For this week's prompt, I'm going to take a broad interpretation of the concept of solitude. The generally accepted definition of solitude is "the state of being or living alone." Other common definitions include "an absence of human activity" or "a lonely, unfrequented place." All have a distinctly negative vibe. And yet, the ancestors I was considering seemed to bask in their single-ness. One gentleman lived a long, unmarried life, but he brought joy to those around him with his voice. One woman found herself divorced in her late 30s. It was the early 1900s, but rather than marrying again, this woman took advantage of her "solitude" and spent the rest of her life making her way up and down the east coast of the United States. Her name was Leona Deane 'Sally" (Green) Terpinitz, and this is her story.
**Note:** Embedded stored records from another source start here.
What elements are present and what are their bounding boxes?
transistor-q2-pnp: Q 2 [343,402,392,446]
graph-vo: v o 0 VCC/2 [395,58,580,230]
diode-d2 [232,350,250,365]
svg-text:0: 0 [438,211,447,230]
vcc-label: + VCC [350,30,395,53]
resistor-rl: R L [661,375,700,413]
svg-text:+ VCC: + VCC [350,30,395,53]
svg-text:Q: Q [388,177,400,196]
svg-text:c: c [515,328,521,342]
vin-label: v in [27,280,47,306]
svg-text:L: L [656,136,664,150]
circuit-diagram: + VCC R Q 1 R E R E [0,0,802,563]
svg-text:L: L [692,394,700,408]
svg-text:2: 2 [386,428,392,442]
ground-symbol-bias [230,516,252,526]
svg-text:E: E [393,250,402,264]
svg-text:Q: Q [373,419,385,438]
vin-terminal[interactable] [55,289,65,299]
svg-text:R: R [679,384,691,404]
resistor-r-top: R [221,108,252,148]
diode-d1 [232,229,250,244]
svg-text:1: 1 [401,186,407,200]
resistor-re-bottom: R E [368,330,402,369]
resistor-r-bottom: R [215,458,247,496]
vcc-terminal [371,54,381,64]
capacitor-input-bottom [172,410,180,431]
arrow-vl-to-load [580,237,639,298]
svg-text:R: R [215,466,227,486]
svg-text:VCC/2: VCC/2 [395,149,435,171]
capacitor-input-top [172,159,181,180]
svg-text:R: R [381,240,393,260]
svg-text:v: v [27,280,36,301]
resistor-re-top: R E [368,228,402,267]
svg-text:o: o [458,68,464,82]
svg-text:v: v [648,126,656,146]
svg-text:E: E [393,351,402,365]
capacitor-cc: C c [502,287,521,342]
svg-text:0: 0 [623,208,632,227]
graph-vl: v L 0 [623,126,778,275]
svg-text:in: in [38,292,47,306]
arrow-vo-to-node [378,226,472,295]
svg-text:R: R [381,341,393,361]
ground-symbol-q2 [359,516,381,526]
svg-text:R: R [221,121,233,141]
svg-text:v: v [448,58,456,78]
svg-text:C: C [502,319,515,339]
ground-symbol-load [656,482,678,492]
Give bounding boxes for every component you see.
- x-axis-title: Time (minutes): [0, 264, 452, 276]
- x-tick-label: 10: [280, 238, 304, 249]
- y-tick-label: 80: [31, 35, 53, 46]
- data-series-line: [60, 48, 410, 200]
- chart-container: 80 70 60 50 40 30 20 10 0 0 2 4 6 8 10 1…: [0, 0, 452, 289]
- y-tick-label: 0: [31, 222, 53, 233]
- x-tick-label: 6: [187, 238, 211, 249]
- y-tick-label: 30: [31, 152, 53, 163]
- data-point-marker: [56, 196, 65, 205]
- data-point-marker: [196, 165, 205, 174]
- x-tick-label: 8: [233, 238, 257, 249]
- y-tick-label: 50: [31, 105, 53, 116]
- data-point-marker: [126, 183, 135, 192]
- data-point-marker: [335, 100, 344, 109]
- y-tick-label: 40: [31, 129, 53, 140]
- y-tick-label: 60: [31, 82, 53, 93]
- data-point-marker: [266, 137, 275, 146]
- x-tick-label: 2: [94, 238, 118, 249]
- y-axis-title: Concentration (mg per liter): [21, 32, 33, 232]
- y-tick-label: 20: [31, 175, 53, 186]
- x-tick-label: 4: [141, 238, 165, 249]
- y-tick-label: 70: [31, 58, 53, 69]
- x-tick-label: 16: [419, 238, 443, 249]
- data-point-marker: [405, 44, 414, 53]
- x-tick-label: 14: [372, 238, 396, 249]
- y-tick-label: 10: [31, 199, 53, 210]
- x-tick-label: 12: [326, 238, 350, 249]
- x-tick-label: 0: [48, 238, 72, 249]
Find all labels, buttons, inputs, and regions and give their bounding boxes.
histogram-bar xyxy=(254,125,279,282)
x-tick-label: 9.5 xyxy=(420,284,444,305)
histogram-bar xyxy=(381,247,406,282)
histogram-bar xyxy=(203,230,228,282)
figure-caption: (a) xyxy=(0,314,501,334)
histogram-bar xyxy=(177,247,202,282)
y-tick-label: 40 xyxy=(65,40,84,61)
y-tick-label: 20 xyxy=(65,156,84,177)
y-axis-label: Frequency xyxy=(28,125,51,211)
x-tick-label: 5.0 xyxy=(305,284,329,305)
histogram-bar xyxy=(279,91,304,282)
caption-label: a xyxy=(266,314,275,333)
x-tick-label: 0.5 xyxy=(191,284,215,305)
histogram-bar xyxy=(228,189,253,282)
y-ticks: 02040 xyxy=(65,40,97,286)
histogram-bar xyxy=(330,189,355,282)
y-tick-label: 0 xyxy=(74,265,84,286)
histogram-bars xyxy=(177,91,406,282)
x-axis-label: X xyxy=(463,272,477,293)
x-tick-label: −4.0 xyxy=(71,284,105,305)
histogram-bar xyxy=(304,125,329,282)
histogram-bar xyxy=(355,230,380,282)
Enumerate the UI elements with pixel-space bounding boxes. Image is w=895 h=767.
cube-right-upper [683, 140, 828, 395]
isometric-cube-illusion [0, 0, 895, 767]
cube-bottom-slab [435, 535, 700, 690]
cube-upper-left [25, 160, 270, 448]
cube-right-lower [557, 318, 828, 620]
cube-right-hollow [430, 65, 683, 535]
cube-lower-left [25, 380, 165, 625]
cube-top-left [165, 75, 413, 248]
Leona was born in Pulaski County, Illinois, in November 1878. She was the only daughter born to Thomas J. Green and Harriet A. Isaacs. At the young age of 16, in August 1895, Leona married Charles C. Terpinitz in Union County, Illinois. A single daughter, Jennie Grace Terpinitz, was born to them in April 1898. They are enumerated in Mount Pleasant, Iowa, in 1900 and then in Walnut, Kansas, in 1905. Charles was a jack-of-all-trades, so there is no telling why they moved further west. By 1910, however, they have returned to Illinois and are living in Centralia. Various newspaper articles place Charles and family in Centralia in 1913 & 1914, but sometime before 1917, he and Leona presumably divorce, as Charles marries Sarah Pearl Leach in September 1917.
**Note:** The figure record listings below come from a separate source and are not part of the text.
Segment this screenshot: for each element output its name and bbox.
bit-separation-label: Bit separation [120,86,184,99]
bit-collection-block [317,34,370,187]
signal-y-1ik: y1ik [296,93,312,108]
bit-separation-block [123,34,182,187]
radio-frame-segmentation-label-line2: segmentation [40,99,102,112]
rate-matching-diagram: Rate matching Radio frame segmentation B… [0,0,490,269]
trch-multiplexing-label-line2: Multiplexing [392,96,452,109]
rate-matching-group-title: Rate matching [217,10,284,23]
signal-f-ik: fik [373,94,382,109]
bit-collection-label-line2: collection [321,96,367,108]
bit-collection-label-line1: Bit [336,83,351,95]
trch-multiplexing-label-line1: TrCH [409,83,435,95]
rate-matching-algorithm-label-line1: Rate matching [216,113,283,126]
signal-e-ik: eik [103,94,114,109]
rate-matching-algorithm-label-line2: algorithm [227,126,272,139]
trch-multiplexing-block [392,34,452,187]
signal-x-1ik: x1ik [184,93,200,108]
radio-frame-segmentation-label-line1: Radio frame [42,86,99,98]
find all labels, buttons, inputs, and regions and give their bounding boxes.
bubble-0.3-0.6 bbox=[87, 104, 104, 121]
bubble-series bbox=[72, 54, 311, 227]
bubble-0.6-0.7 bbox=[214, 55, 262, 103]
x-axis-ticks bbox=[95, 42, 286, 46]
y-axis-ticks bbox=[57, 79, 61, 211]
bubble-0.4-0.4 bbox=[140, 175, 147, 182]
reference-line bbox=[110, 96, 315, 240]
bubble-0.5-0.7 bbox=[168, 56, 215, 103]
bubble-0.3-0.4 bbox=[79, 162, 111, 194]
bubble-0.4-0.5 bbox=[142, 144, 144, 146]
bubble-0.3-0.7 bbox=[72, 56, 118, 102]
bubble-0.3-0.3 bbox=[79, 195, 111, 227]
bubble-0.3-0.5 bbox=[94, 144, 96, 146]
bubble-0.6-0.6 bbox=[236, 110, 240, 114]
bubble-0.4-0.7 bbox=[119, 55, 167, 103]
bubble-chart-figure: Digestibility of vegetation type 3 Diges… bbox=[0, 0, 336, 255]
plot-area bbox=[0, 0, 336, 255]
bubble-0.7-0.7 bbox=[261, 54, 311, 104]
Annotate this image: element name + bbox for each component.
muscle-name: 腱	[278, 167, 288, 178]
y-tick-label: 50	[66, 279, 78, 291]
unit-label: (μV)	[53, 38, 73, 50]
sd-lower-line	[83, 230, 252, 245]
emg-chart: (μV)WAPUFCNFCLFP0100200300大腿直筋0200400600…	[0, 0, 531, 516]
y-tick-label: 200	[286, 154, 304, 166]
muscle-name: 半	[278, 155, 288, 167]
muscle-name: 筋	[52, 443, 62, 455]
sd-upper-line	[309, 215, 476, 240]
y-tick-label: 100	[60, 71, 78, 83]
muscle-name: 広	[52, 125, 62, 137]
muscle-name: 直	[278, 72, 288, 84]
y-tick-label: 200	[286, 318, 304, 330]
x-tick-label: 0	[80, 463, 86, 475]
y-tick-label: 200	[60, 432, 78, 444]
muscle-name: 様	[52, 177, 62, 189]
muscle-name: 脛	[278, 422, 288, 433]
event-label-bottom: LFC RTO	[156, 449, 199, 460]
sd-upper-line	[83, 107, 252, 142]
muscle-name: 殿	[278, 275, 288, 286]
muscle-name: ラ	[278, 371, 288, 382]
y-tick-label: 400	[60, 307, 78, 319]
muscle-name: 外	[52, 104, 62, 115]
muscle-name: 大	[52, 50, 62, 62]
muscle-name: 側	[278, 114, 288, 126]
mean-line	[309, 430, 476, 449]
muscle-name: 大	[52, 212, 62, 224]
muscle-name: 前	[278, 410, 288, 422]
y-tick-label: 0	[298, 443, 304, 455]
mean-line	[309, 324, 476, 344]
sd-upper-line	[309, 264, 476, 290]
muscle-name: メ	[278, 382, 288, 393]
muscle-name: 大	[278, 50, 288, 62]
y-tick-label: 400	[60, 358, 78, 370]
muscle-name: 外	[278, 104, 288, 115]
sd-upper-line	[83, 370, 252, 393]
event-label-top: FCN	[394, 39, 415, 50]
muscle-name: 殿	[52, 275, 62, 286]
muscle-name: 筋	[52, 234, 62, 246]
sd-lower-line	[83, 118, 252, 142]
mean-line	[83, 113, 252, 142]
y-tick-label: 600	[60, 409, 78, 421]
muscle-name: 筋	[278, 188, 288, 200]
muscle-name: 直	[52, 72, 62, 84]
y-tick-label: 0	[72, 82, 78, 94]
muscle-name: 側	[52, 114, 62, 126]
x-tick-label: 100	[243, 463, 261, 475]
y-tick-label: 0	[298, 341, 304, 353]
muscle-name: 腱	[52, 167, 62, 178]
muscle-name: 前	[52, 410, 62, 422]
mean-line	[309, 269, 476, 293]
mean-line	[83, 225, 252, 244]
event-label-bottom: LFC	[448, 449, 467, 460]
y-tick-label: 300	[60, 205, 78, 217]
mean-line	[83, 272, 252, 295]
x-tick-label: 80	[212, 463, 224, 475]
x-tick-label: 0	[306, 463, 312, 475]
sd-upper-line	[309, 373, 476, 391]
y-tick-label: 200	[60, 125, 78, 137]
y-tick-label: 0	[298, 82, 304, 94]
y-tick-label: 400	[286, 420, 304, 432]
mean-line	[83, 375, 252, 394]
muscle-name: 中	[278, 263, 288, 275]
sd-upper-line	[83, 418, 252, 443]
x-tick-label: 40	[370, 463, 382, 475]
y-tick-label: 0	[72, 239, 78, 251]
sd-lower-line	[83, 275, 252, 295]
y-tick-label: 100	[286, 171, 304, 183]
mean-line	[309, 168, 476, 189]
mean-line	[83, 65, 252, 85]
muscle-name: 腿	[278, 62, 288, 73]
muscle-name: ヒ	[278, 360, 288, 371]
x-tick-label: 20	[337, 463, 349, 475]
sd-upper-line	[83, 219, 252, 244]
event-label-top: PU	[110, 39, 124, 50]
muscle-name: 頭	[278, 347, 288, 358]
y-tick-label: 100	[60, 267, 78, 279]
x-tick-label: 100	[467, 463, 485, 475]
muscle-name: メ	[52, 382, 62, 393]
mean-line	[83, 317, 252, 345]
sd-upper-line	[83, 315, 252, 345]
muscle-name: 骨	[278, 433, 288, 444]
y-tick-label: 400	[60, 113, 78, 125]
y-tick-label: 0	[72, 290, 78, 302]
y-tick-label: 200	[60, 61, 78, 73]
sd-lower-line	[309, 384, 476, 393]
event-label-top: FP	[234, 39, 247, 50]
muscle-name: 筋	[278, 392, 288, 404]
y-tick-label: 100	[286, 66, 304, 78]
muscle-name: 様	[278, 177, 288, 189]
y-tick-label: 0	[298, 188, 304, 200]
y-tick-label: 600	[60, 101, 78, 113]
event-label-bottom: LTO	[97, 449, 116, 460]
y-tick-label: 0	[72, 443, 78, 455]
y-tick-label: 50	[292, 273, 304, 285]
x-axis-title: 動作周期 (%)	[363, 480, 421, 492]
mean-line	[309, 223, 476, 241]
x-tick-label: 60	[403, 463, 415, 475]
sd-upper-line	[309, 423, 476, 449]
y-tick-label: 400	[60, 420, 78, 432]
At this time, Leona would have been in her late thirties with a daughter in her late teens. Jennie Grace started attending the University of Illinois in Champaign-Urbana in 1916, and it would seem that Leona moved with her. In the 1920 census, both Leona and Jennie are rooming with the family of Lillian Osborn in Champaign, Illinois. Leona is a saleslady in a dry goods store and lists herself as a widow even though Charles is alive and well with his new wife. Maybe he was just "dead to her." 😆
Jennie Grace marries in 1922, and she and her husband move to Nutley, New Jersey. And what of Leona? Why, she moves to Brooklyn, New York, and becomes a corsetiere! Various newspaper ads indicate she was in this business from roughly 1923-1928. She stays close to her daughter, however - Nutley, New Jersey, is only around 20 miles away. Solitude when she felt like it, and company when she didn't!
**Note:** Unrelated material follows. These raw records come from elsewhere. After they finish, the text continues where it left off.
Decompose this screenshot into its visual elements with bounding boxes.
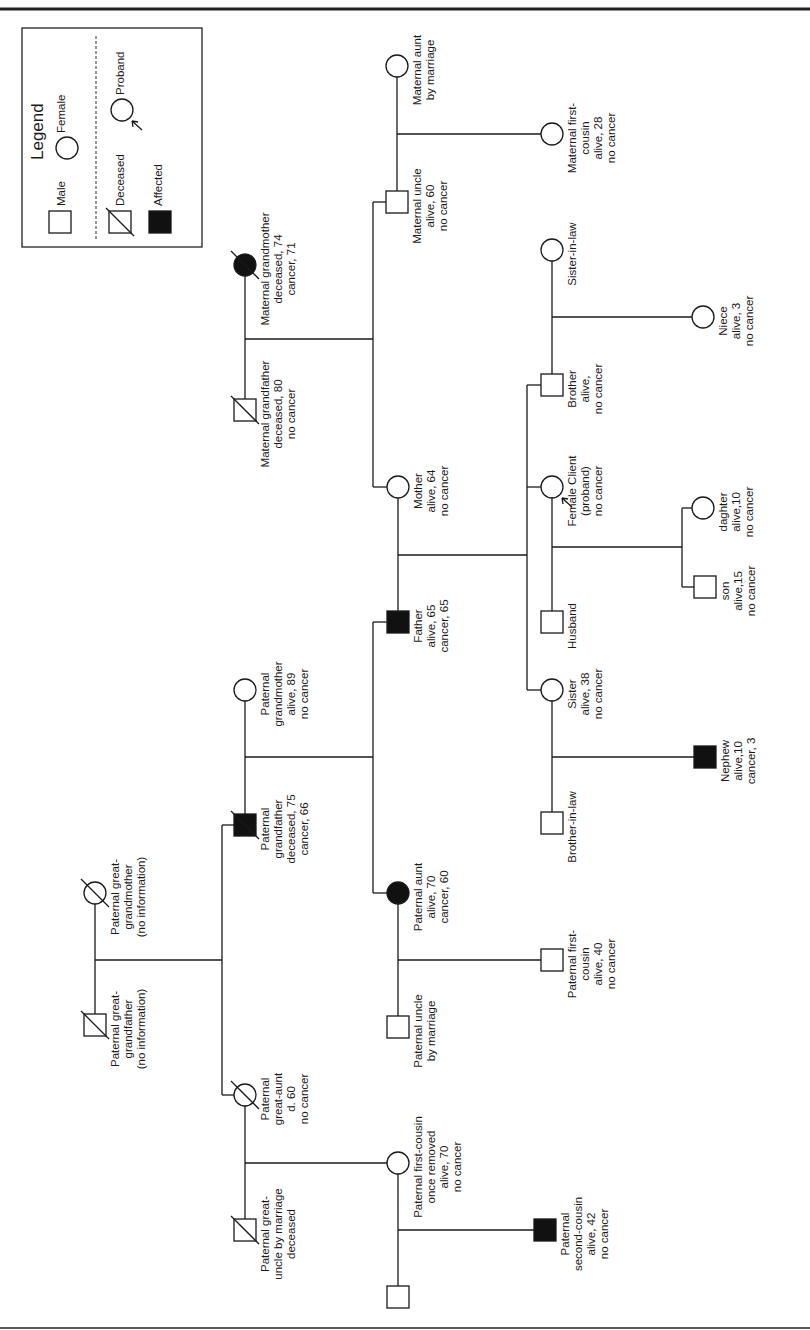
individual-husband: Husband (541, 603, 578, 649)
individual-mgm: Maternal grandmotherdeceased, 74cancer, … (231, 212, 297, 325)
individual-label: Nephewalive,10cancer, 3 (719, 738, 757, 785)
individual-psc: Paternalsecond-cousinalive, 42no cancer (534, 1197, 610, 1271)
individual-label: Paternal auntalive, 70cancer, 60 (412, 862, 450, 931)
individual-pga: Paternalgreat-auntd. 60no cancer (231, 1072, 310, 1125)
individual-proband: Female Client(proband)no cancer (541, 455, 604, 527)
individual-label: Maternal auntby marriage (411, 34, 436, 105)
individual-son: sonalive,15no cancer (694, 566, 757, 617)
individual-mother: Motheralive, 64no cancer (387, 466, 450, 517)
individual-pgf: Paternalgrandfatherdeceased, 75cancer, 6… (231, 794, 310, 863)
male-symbol-icon (541, 374, 563, 396)
pedigree-diagram: Legend Male Female Deceased Proband Affe… (0, 0, 810, 1330)
individual-label: daghteralive,10no cancer (717, 487, 755, 538)
individual-nephew: Nephewalive,10cancer, 3 (694, 738, 757, 785)
individual-label: Paternal first-cousinalive, 40no cancer (566, 930, 617, 999)
individual-label: Paternal great-grandfather(no informatio… (109, 989, 147, 1070)
individual-pum: Paternal uncleby marriage (387, 994, 437, 1068)
individual-mam: Maternal auntby marriage (386, 34, 436, 105)
female-symbol-icon (541, 239, 563, 261)
legend-male-label: Male (55, 181, 67, 206)
female-affected-symbol-icon (387, 882, 409, 904)
pedigree-connectors (95, 66, 705, 1297)
individual-pgu: Paternal great-uncle by marriagedeceased (231, 1188, 297, 1279)
individual-label: Brotheralive,no cancer (566, 364, 604, 415)
female-symbol-icon (541, 679, 563, 701)
female-symbol-icon (386, 55, 408, 77)
individual-label: Maternal first-cousinalive, 28no cancer (566, 103, 617, 173)
individual-label: Paternal great-uncle by marriagedeceased (259, 1188, 297, 1279)
individual-mfc: Maternal first-cousinalive, 28no cancer (541, 103, 617, 173)
individual-label: Paternalgrandmotheralive, 89no cancer (259, 661, 310, 726)
individual-label: Brother-in-law (566, 791, 578, 863)
legend-affected-label: Affected (152, 164, 164, 206)
legend: Legend Male Female Deceased Proband Affe… (22, 28, 202, 247)
individual-label: Motheralive, 64no cancer (412, 466, 450, 517)
male-symbol-icon (541, 949, 563, 971)
individual-label: Maternal grandfatherdeceased, 80no cance… (259, 360, 297, 467)
individual-label: Sisteralive, 38no cancer (566, 669, 604, 720)
male-symbol-icon (49, 211, 71, 233)
individual-label: Paternal first-cousinonce removedalive, … (412, 1116, 463, 1218)
male-symbol-icon (387, 1016, 409, 1038)
male-affected-symbol-icon (387, 611, 409, 633)
individual-brother: Brotheralive,no cancer (541, 364, 604, 415)
individual-label: sonalive,15no cancer (719, 566, 757, 617)
individual-label: Paternal great-grandmother(no informatio… (109, 857, 147, 938)
female-symbol-icon (56, 137, 78, 159)
male-symbol-icon (387, 1286, 409, 1308)
male-symbol-icon (541, 611, 563, 633)
legend-proband-label: Proband (114, 52, 126, 95)
individual-label: Niecealive, 3no cancer (717, 296, 755, 347)
individual-niece: Niecealive, 3no cancer (692, 296, 755, 347)
female-symbol-icon (541, 476, 563, 498)
male-symbol-icon (386, 191, 408, 213)
male-symbol-icon (694, 576, 716, 598)
female-symbol-icon (692, 306, 714, 328)
male-affected-symbol-icon (534, 1219, 556, 1241)
female-symbol-icon (387, 1152, 409, 1174)
female-symbol-icon (387, 476, 409, 498)
affected-symbol-icon (149, 211, 171, 233)
individual-label: Female Client(proband)no cancer (566, 455, 604, 527)
individual-mgf: Maternal grandfatherdeceased, 80no cance… (231, 360, 297, 467)
individual-label: Maternal unclealive, 60no cancer (411, 168, 449, 243)
legend-deceased-label: Deceased (114, 154, 126, 206)
individual-sil: Sister-in-law (541, 222, 578, 286)
legend-female-label: Female (55, 95, 67, 133)
individual-pggm: Paternal great-grandmother(no informatio… (81, 857, 147, 938)
male-affected-symbol-icon (694, 746, 716, 768)
individual-father: Fatheralive, 65cancer, 65 (387, 599, 450, 652)
individual-sister: Sisteralive, 38no cancer (541, 669, 604, 720)
male-symbol-icon (541, 812, 563, 834)
female-symbol-icon (541, 123, 563, 145)
individual-label: Paternalsecond-cousinalive, 42no cancer (559, 1197, 610, 1271)
female-symbol-icon (234, 679, 256, 701)
proband-symbol-icon (111, 99, 133, 121)
individual-label: Maternal grandmotherdeceased, 74cancer, … (259, 212, 297, 325)
individual-label: Paternal uncleby marriage (412, 994, 437, 1068)
individual-paunt: Paternal auntalive, 70cancer, 60 (387, 862, 450, 931)
individual-label: Sister-in-law (566, 222, 578, 286)
individual-label: Paternalgreat-auntd. 60no cancer (259, 1072, 310, 1125)
individual-daughter: daghteralive,10no cancer (692, 487, 755, 538)
individual-bil: Brother-in-law (541, 791, 578, 863)
individual-label: Husband (566, 603, 578, 649)
individual-label: Fatheralive, 65cancer, 65 (412, 599, 450, 652)
individual-label: Paternalgrandfatherdeceased, 75cancer, 6… (259, 794, 310, 863)
individual-pfcor_sp (387, 1286, 409, 1308)
individual-pfc: Paternal first-cousinalive, 40no cancer (541, 930, 617, 999)
individual-mu: Maternal unclealive, 60no cancer (386, 168, 449, 243)
individual-pggf: Paternal great-grandfather(no informatio… (81, 989, 147, 1070)
female-symbol-icon (692, 497, 714, 519)
legend-title: Legend (28, 103, 47, 160)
Although Leona and Charles had divorced, separated, considered one another dead...whatever, Leona still visited with her in-laws. Here, in The Miami News, she is mentioned as one of her brother and sister-in-law's honored guests. Also mentioned in this article are Leona's daughter, Jennie Lambert, and relatives of Jennie's soon-to-be second husband, Peter Amey. (Charles, by the way, was on his third wife by this time - seems he couldn't handle solitude.)